[wp-hackers] anyone looked at Chameleon closely?

David Chait davebytes at comcast.net
Tue Jun 6 21:05:20 GMT 2006


What'll really cook your noodle is when you imagine a plugin that calls some 
third piece of code.  The plugin obviously knows WP enough to call 
'add_action/add_filter' (note that another system could use those same 
function names, and same mechanisms, so that isn't necessarily WP-unique!), 
and has to know how to call into the 'third piece of code' (call is 'alien 
code').  But the alien code knows nothing of WP, nor the plugin.  Okay. 
NOW, is the plugin GPL?  The alien code is non-GPL, so the plugin can't 
possible 'pass on' GPL-ness to it by virtue of 'knowledge'.

Fun.  And gee, most of my plugins are structured just like the above 
example... ;)

----- Original Message ----- 
From: "Aaron Brazell" <emmensetech at gmail.com>
To: <wp-hackers at lists.automattic.com>
Sent: Tuesday, June 06, 2006 4:38 PM
Subject: Re: [wp-hackers] anyone looked at Chameleon closely?


| On 6/6/06, Brian Layman <Brian at thecodecave.com> wrote:
| >
| > How it is distributed, does not really matter.
| > Assuming Matt's team of lawyers don't disagree. ;)  That section means
| > that
| > unless the plug-ins contain code originally contained in WordPress, they
| > don't have to be GPL.
| >
| > IMHO, licensing is up to the individual plug-in author UNLESS the 
plug-in
| > includes a WP unit.  If  the plug-in pulls in ANY WP code, /then/ it in
| > part
| > contains a GPL licensed product and therefore must be GPL'd.
| >
|
| I wonder if the WordPress API functions and add_filter()s and such would
| code originally contained in WordPress?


- Directions for this task -
Beginning at the line that mentions "Give bounding boxes", retype the rest of the records below exactly. Pictures are not part of the copy.

· · · · ·

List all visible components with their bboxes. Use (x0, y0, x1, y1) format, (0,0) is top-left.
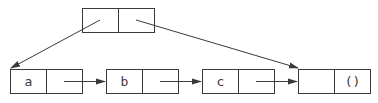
nil-label: () (345, 74, 361, 89)
car-label: c (217, 74, 225, 89)
head-cdr-pointer-arrow (136, 20, 298, 68)
head-car-pointer-arrow (11, 20, 100, 68)
cons-cell-diagram: a b c () (0, 0, 378, 103)
cons-cell-nil: () (299, 70, 371, 94)
car-label: a (25, 74, 33, 89)
car-label: b (121, 74, 129, 89)
head-cons-cell (83, 9, 155, 33)
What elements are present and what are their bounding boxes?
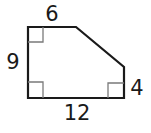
label-right: 4: [130, 76, 143, 100]
right-angle-marker-bottom-right: [108, 83, 124, 98]
label-bottom: 12: [64, 101, 91, 125]
right-angle-marker-bottom-left: [28, 82, 43, 98]
right-angle-marker-top-left: [28, 27, 43, 42]
pentagon-diagram: 6 9 4 12: [0, 0, 151, 133]
label-top: 6: [45, 2, 58, 26]
label-left: 9: [6, 50, 19, 74]
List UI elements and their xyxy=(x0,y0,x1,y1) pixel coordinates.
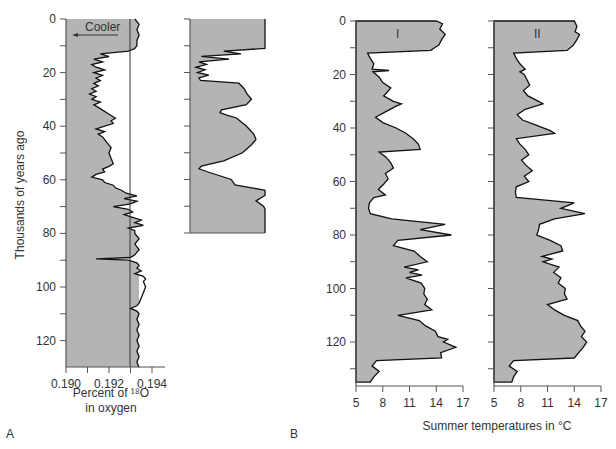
x-tick-label: 17 xyxy=(456,396,470,410)
panel-label-a: A xyxy=(6,427,14,441)
y-tick-label: 120 xyxy=(36,334,56,348)
x-tick-label: 8 xyxy=(379,396,386,410)
x-tick-label: 11 xyxy=(541,396,554,410)
x-ticks-b-ii: 58111417 xyxy=(491,386,608,410)
y-tick-label: 80 xyxy=(333,228,347,242)
x-ticks-b-i: 58111417 xyxy=(353,386,470,410)
x-tick-label: 8 xyxy=(517,396,524,410)
y-tick-label: 100 xyxy=(326,282,346,296)
x-axis-title-a-line2: in oxygen xyxy=(85,401,136,415)
x-tick-label: 17 xyxy=(594,396,608,410)
y-tick-label: 0 xyxy=(49,12,56,26)
y-ticks-a: 020406080100120 xyxy=(36,12,66,348)
y-ticks-b-ii xyxy=(488,21,494,369)
y-tick-label: 20 xyxy=(333,68,347,82)
y-tick-label: 60 xyxy=(43,173,57,187)
y-tick-label: 80 xyxy=(43,226,57,240)
y-tick-label: 40 xyxy=(43,119,57,133)
panel-a-main-chart: 020406080100120 0.1900.1920.194 Cooler P… xyxy=(6,12,167,441)
x-tick-label: 14 xyxy=(568,396,582,410)
y-ticks-inset xyxy=(184,19,190,233)
x-tick-label: 11 xyxy=(403,396,416,410)
series-mark-ii: II xyxy=(534,27,541,41)
y-tick-label: 120 xyxy=(326,335,346,349)
x-tick-label: 5 xyxy=(353,396,360,410)
y-tick-label: 20 xyxy=(43,66,57,80)
cooler-annotation: Cooler xyxy=(85,20,120,34)
series-mark-i: I xyxy=(396,27,399,41)
panel-a-inset-chart xyxy=(184,19,266,233)
y-tick-label: 100 xyxy=(36,280,56,294)
figure-canvas: 020406080100120 0.1900.1920.194 Cooler P… xyxy=(0,0,616,449)
y-axis-title: Thousands of years ago xyxy=(13,130,27,259)
y-ticks-b-i: 020406080100120 xyxy=(326,14,356,369)
x-tick-label: 5 xyxy=(491,396,498,410)
x-axis-title-a-line1: Percent of ¹⁸O xyxy=(73,386,149,400)
x-tick-label: 14 xyxy=(430,396,444,410)
panel-label-b: B xyxy=(290,427,298,441)
y-tick-label: 0 xyxy=(339,14,346,28)
y-tick-label: 40 xyxy=(333,121,347,135)
x-axis-title-b: Summer temperatures in °C xyxy=(423,419,572,433)
y-tick-label: 60 xyxy=(333,175,347,189)
panel-b-i-chart: 020406080100120 58111417 I B xyxy=(290,14,470,441)
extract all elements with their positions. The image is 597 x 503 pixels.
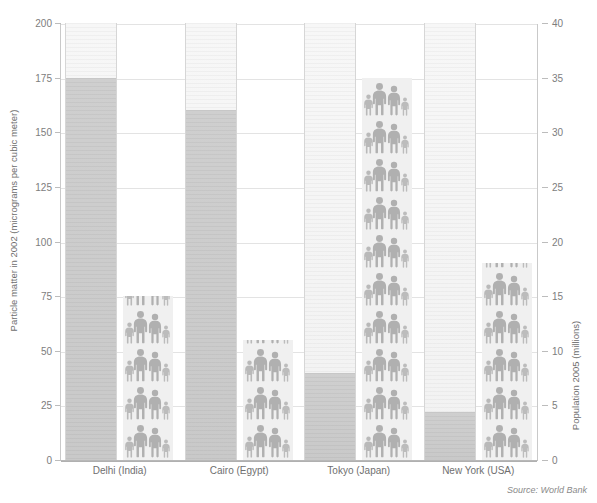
tube-fill bbox=[66, 78, 116, 460]
tick-mark bbox=[542, 351, 548, 352]
pictogram-row bbox=[482, 422, 532, 460]
pictogram-row bbox=[482, 263, 532, 270]
y-tick-right: 15 bbox=[552, 292, 586, 302]
pictogram-stack bbox=[123, 296, 173, 460]
tick-mark bbox=[542, 132, 548, 133]
y-tick-right: 30 bbox=[552, 128, 586, 138]
y-tick-left: 75 bbox=[18, 292, 52, 302]
y-tick-left: 0 bbox=[18, 456, 52, 466]
y-tick-right: 25 bbox=[552, 183, 586, 193]
pictogram-row bbox=[362, 422, 412, 460]
y-tick-right: 40 bbox=[552, 19, 586, 29]
pictogram-row bbox=[123, 384, 173, 422]
pictogram-row bbox=[123, 308, 173, 346]
population-bar[interactable] bbox=[362, 78, 412, 460]
tube-fill bbox=[305, 373, 355, 460]
pictogram-row bbox=[123, 346, 173, 384]
pictogram-stack bbox=[482, 263, 532, 460]
pictogram-row bbox=[362, 232, 412, 270]
pictogram-row bbox=[362, 80, 412, 118]
bar-group bbox=[420, 24, 540, 460]
bar-group bbox=[61, 24, 181, 460]
pictogram-row bbox=[123, 422, 173, 460]
y-tick-right: 10 bbox=[552, 347, 586, 357]
tube-fill bbox=[425, 412, 475, 460]
pictogram-row bbox=[362, 156, 412, 194]
source-note: Source: World Bank bbox=[507, 485, 587, 495]
population-bar[interactable] bbox=[123, 296, 173, 460]
y-tick-left: 200 bbox=[18, 19, 52, 29]
particle-matter-bar[interactable] bbox=[65, 23, 117, 460]
pictogram-row bbox=[362, 346, 412, 384]
tick-mark bbox=[542, 296, 548, 297]
pictogram-row bbox=[482, 346, 532, 384]
pictogram-row bbox=[123, 296, 173, 308]
tick-mark bbox=[542, 23, 548, 24]
tube-fill bbox=[186, 110, 236, 460]
y-tick-left: 50 bbox=[18, 347, 52, 357]
y-tick-right: 35 bbox=[552, 74, 586, 84]
y-tick-right: 5 bbox=[552, 401, 586, 411]
bar-group bbox=[300, 24, 420, 460]
tick-mark bbox=[542, 242, 548, 243]
pictogram-row bbox=[362, 308, 412, 346]
pictogram-row bbox=[482, 308, 532, 346]
pictogram-row bbox=[243, 422, 293, 460]
chart-root: Particle matter in 2002 (micrograms per … bbox=[0, 0, 597, 503]
tick-mark bbox=[542, 187, 548, 188]
y-axis-right-title: Population 2005 (millions) bbox=[570, 301, 581, 451]
x-category-label: Tokyo (Japan) bbox=[299, 465, 419, 476]
pictogram-row bbox=[362, 118, 412, 156]
pictogram-stack bbox=[243, 340, 293, 460]
pictogram-row bbox=[243, 346, 293, 384]
x-category-label: New York (USA) bbox=[419, 465, 539, 476]
particle-matter-bar[interactable] bbox=[185, 23, 237, 460]
tick-mark bbox=[542, 460, 548, 461]
particle-matter-bar[interactable] bbox=[424, 23, 476, 460]
x-category-label: Cairo (Egypt) bbox=[180, 465, 300, 476]
bar-group bbox=[181, 24, 301, 460]
y-tick-left: 150 bbox=[18, 128, 52, 138]
pictogram-row bbox=[362, 270, 412, 308]
y-tick-right: 20 bbox=[552, 238, 586, 248]
tube-body bbox=[425, 23, 475, 460]
pictogram-row bbox=[482, 384, 532, 422]
pictogram-stack bbox=[362, 78, 412, 460]
population-bar[interactable] bbox=[243, 340, 293, 460]
y-tick-left: 175 bbox=[18, 74, 52, 84]
tick-mark bbox=[542, 405, 548, 406]
population-bar[interactable] bbox=[482, 263, 532, 460]
gridline bbox=[61, 461, 537, 462]
y-tick-right: 0 bbox=[552, 456, 586, 466]
particle-matter-bar[interactable] bbox=[304, 23, 356, 460]
pictogram-row bbox=[362, 384, 412, 422]
plot-area bbox=[60, 24, 538, 461]
pictogram-row bbox=[482, 270, 532, 308]
y-tick-left: 100 bbox=[18, 238, 52, 248]
pictogram-row bbox=[243, 384, 293, 422]
y-tick-left: 25 bbox=[18, 401, 52, 411]
y-tick-left: 125 bbox=[18, 183, 52, 193]
pictogram-row bbox=[362, 194, 412, 232]
x-category-label: Delhi (India) bbox=[60, 465, 180, 476]
tick-mark bbox=[542, 78, 548, 79]
y-axis-left-title: Particle matter in 2002 (micrograms per … bbox=[8, 61, 19, 381]
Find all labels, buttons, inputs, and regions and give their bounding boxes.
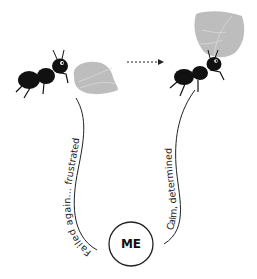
right-leaf-icon (194, 11, 244, 57)
diagram-canvas: Failed again... frustrated Calm, determi… (0, 0, 257, 279)
left-leaf-icon (74, 62, 118, 94)
me-label: ME (121, 237, 141, 251)
right-ant-icon (170, 50, 224, 96)
left-connector-line (74, 98, 97, 250)
left-ant-icon (16, 50, 68, 98)
left-state-label: Failed again... frustrated (61, 137, 93, 259)
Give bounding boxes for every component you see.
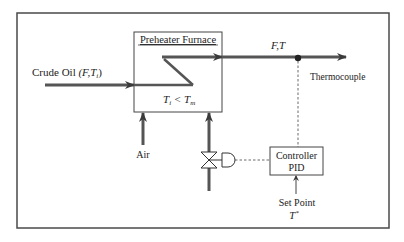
outlet-label: F,T [270, 39, 286, 51]
controller-type: PID [288, 162, 304, 173]
control-valve-icon [201, 152, 235, 168]
furnace-internal-flow [134, 57, 222, 85]
air-label: Air [136, 149, 150, 160]
process-control-diagram: Preheater Furnace Ti < Tm Crude Oil (F,T… [0, 0, 404, 242]
thermocouple: Thermocouple [295, 55, 366, 147]
furnace-condition: Ti < Tm [163, 93, 195, 107]
set-point-symbol: T* [289, 209, 299, 221]
crude-oil-inlet: Crude Oil (F,Ti) [32, 66, 134, 85]
outlet-flow: F,T [222, 39, 346, 57]
controller-label: Controller [276, 150, 318, 161]
valve-actuator-icon [222, 153, 235, 167]
thermocouple-dot [295, 55, 301, 61]
set-point: Set Point T* [279, 176, 316, 221]
fuel-line [201, 113, 270, 191]
furnace-title: Preheater Furnace [140, 34, 216, 45]
thermocouple-label: Thermocouple [310, 72, 365, 82]
set-point-label: Set Point [279, 197, 316, 208]
pid-controller: Controller PID [270, 147, 323, 175]
inlet-label: Crude Oil (F,Ti) [32, 66, 102, 80]
air-inlet: Air [136, 113, 150, 160]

· · · · ·

- Your solution -
Give bounding boxes for every component you see.
outlet-label: F,T [270, 39, 286, 51]
controller-type: PID [288, 162, 304, 173]
control-valve-icon [201, 152, 235, 168]
furnace-internal-flow [134, 57, 222, 85]
air-label: Air [136, 149, 150, 160]
process-control-diagram: Preheater Furnace Ti < Tm Crude Oil (F,T… [0, 0, 404, 242]
thermocouple: Thermocouple [295, 55, 366, 147]
furnace-condition: Ti < Tm [163, 93, 195, 107]
set-point-symbol: T* [289, 209, 299, 221]
crude-oil-inlet: Crude Oil (F,Ti) [32, 66, 134, 85]
outlet-flow: F,T [222, 39, 346, 57]
controller-label: Controller [276, 150, 318, 161]
valve-actuator-icon [222, 153, 235, 167]
thermocouple-dot [295, 55, 301, 61]
set-point: Set Point T* [279, 176, 316, 221]
fuel-line [201, 113, 270, 191]
furnace-title: Preheater Furnace [140, 34, 216, 45]
thermocouple-label: Thermocouple [310, 72, 365, 82]
set-point-label: Set Point [279, 197, 316, 208]
pid-controller: Controller PID [270, 147, 323, 175]
inlet-label: Crude Oil (F,Ti) [32, 66, 102, 80]
air-inlet: Air [136, 113, 150, 160]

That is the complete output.